I could summarise it this way. In what’s often called ‘in-context’ training, you certainly get all the strengths of continuing to serve in the context you’re very familiar with. But it may be that, while still immersed in that particular context, it’s not so easy to think out of that context - to get some distance from it or perspective on it, and to reflect on it deeply in all its many strengths and (yes) its weaknesses and blind-spots.

Perhaps there’s an analogy with the sabbaticals that pastors sometimes take. My own experience as a pastor  -  and I’ve heard others say the same  -  was that it was only when I took a sabbatical and spent a little time away from the church I was serving that I had time to reflect, pausing for a while so that I could both come to discern where my ministry was stronger and weaker, and find the space to make some changes. It’s very hard both to see the weaknesses and to have space to do something about them, in the constant weekly routine of life and service.

I need to be very clear here. The only transformation that Oak Hill actively seeks to make from the outset in every student is further into the image of the Lord Jesus. But students do change in other ways. We’re not seeking to bulldoze any of the many fine houses there are on Evangel Way. We’re here to serve a variety of churches, not dictate to them. In fact we’re often found helping students decide not to move out of the house they grew up in but to pump some concrete into its foundations (“here are your very best reasons for thinking bishops are a good thing”; “here are the strongest biblical-theological foundations for credo-baptism”). But, yes, we are also constantly encouraging students out into the evangelical neighbourhood to converse constantly and deeply with others, and to have unexamined assumptions and blind-spots brought into the light, and differences explored. We trust that this is our contribution to the great ‘evangelical conference’ that, according to Vanhoozer, gives evangelicalism its unity.

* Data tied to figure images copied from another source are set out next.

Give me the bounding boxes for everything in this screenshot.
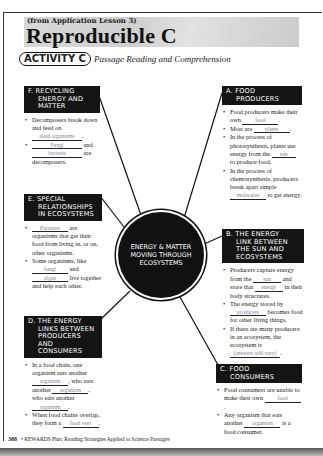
answer-blank[interactable]: organism [244,420,280,428]
bullet: In the process of photosynthesis, plants… [222,133,302,166]
bullet: Decomposers break down and feed on dead … [24,116,100,141]
panel-d-header: D. THE ENERGY LINKS BETWEEN PRODUCERS AN… [24,316,102,358]
answer-blank[interactable]: organism [32,404,68,412]
answer-blank[interactable]: organism [52,387,88,395]
bullet: Food consumers are unable to make their … [216,386,302,411]
panel-c-consumers: C. FOOD CONSUMERS Food consumers are una… [216,364,302,436]
panel-e-relationships: E. SPECIAL RELATIONSHIPS IN ECOSYSTEMS P… [24,194,102,290]
text: . [99,419,101,426]
text: The energy stored by [230,300,283,307]
center-line-3: ECOSYSTEMS [130,259,191,267]
answer-blank[interactable]: food [265,395,301,403]
center-line-2: MOVING THROUGH [130,251,191,259]
header-line: IN ECOSYSTEMS [28,211,98,219]
answer-blank[interactable]: food [242,117,278,125]
bullet: Producers capture energy from the sun an… [222,266,304,299]
bullet: If there are many producers in an ecosys… [222,325,304,358]
bullet: Food producers make their own food. [222,108,302,125]
answer-blank[interactable]: energy [255,284,283,292]
bullet: The energy stored by producers becomes f… [222,300,304,325]
bullet: Most are plants. [222,125,302,134]
center-topic-circle: ENERGY & MATTER MOVING THROUGH ECOSYSTEM… [118,212,204,298]
answer-blank[interactable]: Fungi [32,142,82,150]
bullet: In a food chain, one organism eats anoth… [24,361,102,411]
text: . [224,403,226,410]
connector-a [184,93,222,218]
text: and [70,265,79,272]
answer-blank[interactable]: producers [230,309,266,317]
text: to produce food. [230,158,271,165]
scan-shadow [0,448,323,456]
bullet: In the process of chemosynthesis, produc… [222,167,302,200]
answer-blank[interactable]: organism [32,378,68,386]
connector-d [100,291,130,320]
connector-c [180,297,218,365]
text: . [290,125,292,132]
answer-blank[interactable]: fungi [32,266,68,274]
answer-blank[interactable]: bacteria [32,150,82,158]
connector-e [100,196,124,227]
header-line: PRODUCERS [226,96,298,104]
panel-b-energy-link: B. THE ENERGY LINK BETWEEN THE SUN AND E… [222,229,304,358]
answer-blank[interactable]: food web [63,420,99,428]
panel-f-recycling: F. RECYCLING ENERGY AND MATTER Decompose… [24,86,100,166]
text: and [84,141,93,148]
bullet: Parasites are organisms that get their f… [24,224,102,257]
answer-blank[interactable]: sun [272,151,296,159]
text: If there are many producers in an ecosys… [230,325,300,348]
text: to get energy. [268,191,302,198]
panel-b-header: B. THE ENERGY LINK BETWEEN THE SUN AND E… [222,229,304,263]
connector-b [202,236,222,245]
header-line: ECOSYSTEMS [226,254,300,262]
page-footer: 388• REWARDS Plus: Reading Strategies Ap… [8,436,170,442]
panel-e-header: E. SPECIAL RELATIONSHIPS IN ECOSYSTEMS [24,194,102,221]
answer-blank[interactable]: algae [32,275,68,283]
connector-f [98,93,142,218]
text: . [280,349,282,356]
panel-a-header: A. FOOD PRODUCERS [222,86,302,105]
header-line: MATTER [28,103,96,111]
answer-blank[interactable]: sun [253,276,281,284]
center-line-1: ENERGY & MATTER [130,243,191,251]
text: In a food chain, one organism eats anoth… [32,361,87,376]
footer-text: REWARDS Plus: Reading Strategies Applied… [24,436,169,442]
page-number: 388 [8,436,17,442]
text: . [278,116,280,123]
text: Some organisms, like [32,257,86,264]
answer-blank[interactable]: dead organisms [32,133,82,141]
panel-c-header: C. FOOD CONSUMERS [216,364,302,383]
text: . [68,403,70,410]
text: Most are [230,125,252,132]
text: . [82,132,84,139]
header-line: AND CONSUMERS [28,341,98,356]
answer-blank[interactable]: plants [254,126,290,134]
text: In the process of chemosynthesis, produc… [230,167,298,190]
panel-d-energy-links: D. THE ENERGY LINKS BETWEEN PRODUCERS AN… [24,316,102,428]
panel-a-producers: A. FOOD PRODUCERS Food producers make th… [222,86,302,200]
bullet: When food chains overlap, they form a fo… [24,411,102,428]
answer-blank[interactable]: (answers will vary) [230,350,280,358]
bullet: Any organism that eats another organism … [216,411,302,436]
text: Decomposers break down and feed on [32,116,97,131]
header-line: CONSUMERS [220,374,298,382]
panel-f-header: F. RECYCLING ENERGY AND MATTER [24,86,100,113]
bullet: Some organisms, like fungi and algae liv… [24,257,102,290]
bullet: Fungi andbacteria are decomposers. [24,141,100,166]
answer-blank[interactable]: Parasites [32,225,68,233]
answer-blank[interactable]: molecules [230,192,266,200]
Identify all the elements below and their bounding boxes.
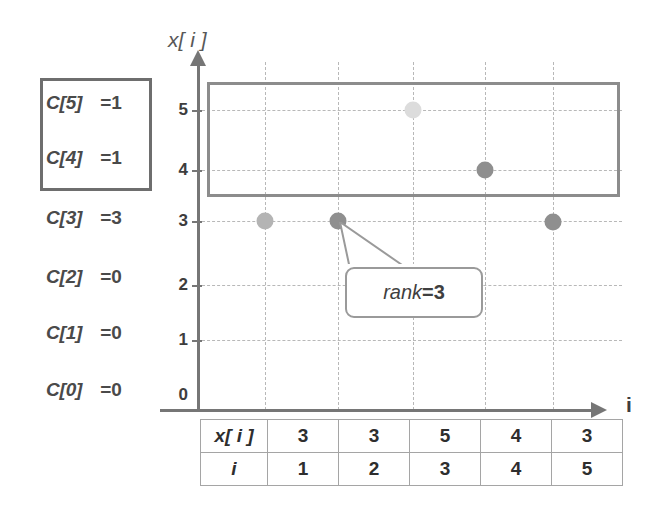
counter-entry-c2: C[2] =0: [46, 262, 156, 292]
rank-callout: rank=3: [345, 267, 483, 318]
y-axis-line: [197, 62, 200, 410]
table-row-values: x[ i ] 3 3 5 4 3: [201, 420, 623, 453]
counting-sort-diagram: C[5] =1 C[4] =1 C[3] =3 C[2] =0 C[1] =0 …: [0, 0, 659, 519]
rank-callout-label: rank=3: [383, 281, 445, 304]
table-cell-x-1: 3: [268, 420, 339, 453]
tickmark-y5: [192, 110, 202, 112]
ticklabel-y4: 4: [166, 160, 188, 180]
counter-entry-c3: C[3] =3: [46, 203, 156, 233]
counter-value-c1: =0: [100, 322, 122, 344]
tickmark-y4: [192, 170, 202, 172]
ticklabel-y2: 2: [166, 275, 188, 295]
tickmark-y2: [192, 285, 202, 287]
table-cell-i-2: 2: [339, 453, 410, 486]
ticklabel-y0: 0: [166, 385, 188, 405]
table-cell-i-4: 4: [481, 453, 552, 486]
table-cell-i-1: 1: [268, 453, 339, 486]
data-point-i4: [477, 162, 494, 179]
table-header-x: x[ i ]: [201, 420, 268, 453]
counter-value-c5: =1: [100, 92, 122, 114]
counter-name-c0: C[0]: [46, 379, 82, 401]
counter-name-c2: C[2]: [46, 266, 82, 288]
table-cell-i-5: 5: [552, 453, 623, 486]
table-cell-x-3: 5: [410, 420, 481, 453]
tickmark-y3: [192, 221, 202, 223]
tickmark-y1: [192, 340, 202, 342]
table-cell-x-2: 3: [339, 420, 410, 453]
ticklabel-y1: 1: [166, 330, 188, 350]
data-point-i5: [545, 214, 562, 231]
data-point-i1: [257, 213, 274, 230]
table-cell-x-4: 4: [481, 420, 552, 453]
table-header-i: i: [201, 453, 268, 486]
y-axis-arrow: [190, 50, 206, 66]
table-row-indices: i 1 2 3 4 5: [201, 453, 623, 486]
gridline-y1: [197, 340, 622, 341]
counter-entry-c5: C[5] =1: [46, 88, 156, 118]
table-cell-x-5: 3: [552, 420, 623, 453]
counter-name-c4: C[4]: [46, 147, 82, 169]
counter-name-c3: C[3]: [46, 207, 82, 229]
values-table: x[ i ] 3 3 5 4 3 i 1 2 3 4 5: [200, 419, 623, 486]
counter-value-c0: =0: [100, 379, 122, 401]
data-point-i2: [330, 213, 347, 230]
ticklabel-y5: 5: [166, 100, 188, 120]
ticklabel-y3: 3: [166, 211, 188, 231]
counter-name-c5: C[5]: [46, 92, 82, 114]
counter-value-c3: =3: [100, 207, 122, 229]
counter-entry-c1: C[1] =0: [46, 318, 156, 348]
y-axis-label-text: x[ i ]: [168, 28, 207, 51]
counter-value-c2: =0: [100, 266, 122, 288]
highlight-rectangle: [207, 82, 620, 197]
y-axis-label: x[ i ]: [168, 28, 207, 52]
x-axis-line: [160, 409, 594, 412]
counter-name-c1: C[1]: [46, 322, 82, 344]
counter-value-c4: =1: [100, 147, 122, 169]
x-axis-arrow: [591, 402, 607, 418]
counter-entry-c4: C[4] =1: [46, 143, 156, 173]
counter-entry-c0: C[0] =0: [46, 375, 156, 405]
table-cell-i-3: 3: [410, 453, 481, 486]
data-point-i3: [405, 102, 422, 119]
x-axis-label: i: [626, 393, 632, 417]
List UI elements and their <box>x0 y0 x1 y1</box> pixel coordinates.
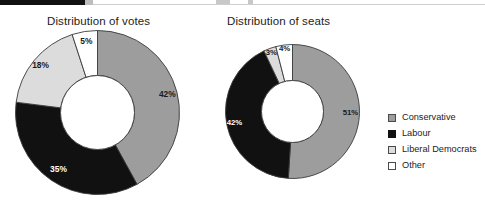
legend-label: Labour <box>402 129 431 138</box>
legend-label: Conservative <box>402 113 456 122</box>
legend-label: Other <box>402 161 425 170</box>
donut-chart-votes: 42%35%18%5% <box>14 29 181 196</box>
votes-center-hole <box>61 76 135 150</box>
votes-label-labour: 35% <box>50 164 67 174</box>
votes-label-liberal-democrats: 18% <box>32 60 49 70</box>
seats-label-liberal-democrats: 3% <box>266 48 277 57</box>
legend-swatch-icon-labour <box>388 130 396 138</box>
legend-label: Liberal Democrats <box>402 145 477 154</box>
header-black-block <box>0 0 85 5</box>
legend-item-liberal-democrats[interactable]: Liberal Democrats <box>388 142 483 157</box>
legend-swatch-icon-other <box>388 162 396 170</box>
chart-title-seats: Distribution of seats <box>227 15 330 27</box>
legend-item-other[interactable]: Other <box>388 158 483 173</box>
header-rule <box>93 4 485 5</box>
donut-votes-svg: 42%35%18%5% <box>14 29 181 196</box>
seats-label-labour: 42% <box>227 118 243 127</box>
donut-chart-seats: 51%42%3%4% <box>224 43 361 180</box>
cropped-header-strip <box>0 0 485 6</box>
legend-swatch-icon-conservative <box>388 114 396 122</box>
donut-seats-svg: 51%42%3%4% <box>224 43 361 180</box>
chart-title-votes: Distribution of votes <box>47 15 150 27</box>
votes-label-conservative: 42% <box>159 89 176 99</box>
header-gray-block <box>85 0 93 5</box>
chart-legend: ConservativeLabourLiberal DemocratsOther <box>388 110 483 174</box>
votes-label-other: 5% <box>80 36 93 46</box>
header-ghost-mark-1 <box>216 0 230 4</box>
seats-center-hole <box>262 81 324 143</box>
seats-label-conservative: 51% <box>343 108 359 117</box>
seats-label-other: 4% <box>279 44 290 53</box>
legend-item-conservative[interactable]: Conservative <box>388 110 483 125</box>
legend-swatch-icon-liberal-democrats <box>388 146 396 154</box>
legend-item-labour[interactable]: Labour <box>388 126 483 141</box>
header-ghost-mark-2 <box>248 0 253 4</box>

A final and perhaps provocative thought. If future church leaders are only ever trained in (home) context, or only ever trained in the annexe that’s been built on the side of one particular kind of ecclesiastical house, it isn’t easy to see how evangelical ministry will truly progress and reform and deepen. Perhaps it’s more likely on the whole it will tend more to replicate itself - wonderfully replicating its strengths, but also unwittingly replicating its weaknesses. To come to Oak Hill is to accept an invitation to move out of one context and into a different but deeply formative context. It’s certainly the invitation to go on treasuring the many great bits of the house you’ve grown up in, perhaps coming to see more clearly which are the really great bits, and why. It’s also the invitation to step right outside your front door, to discover the voices that form the ongoing life of the wider neighbourhood of which you’re a part.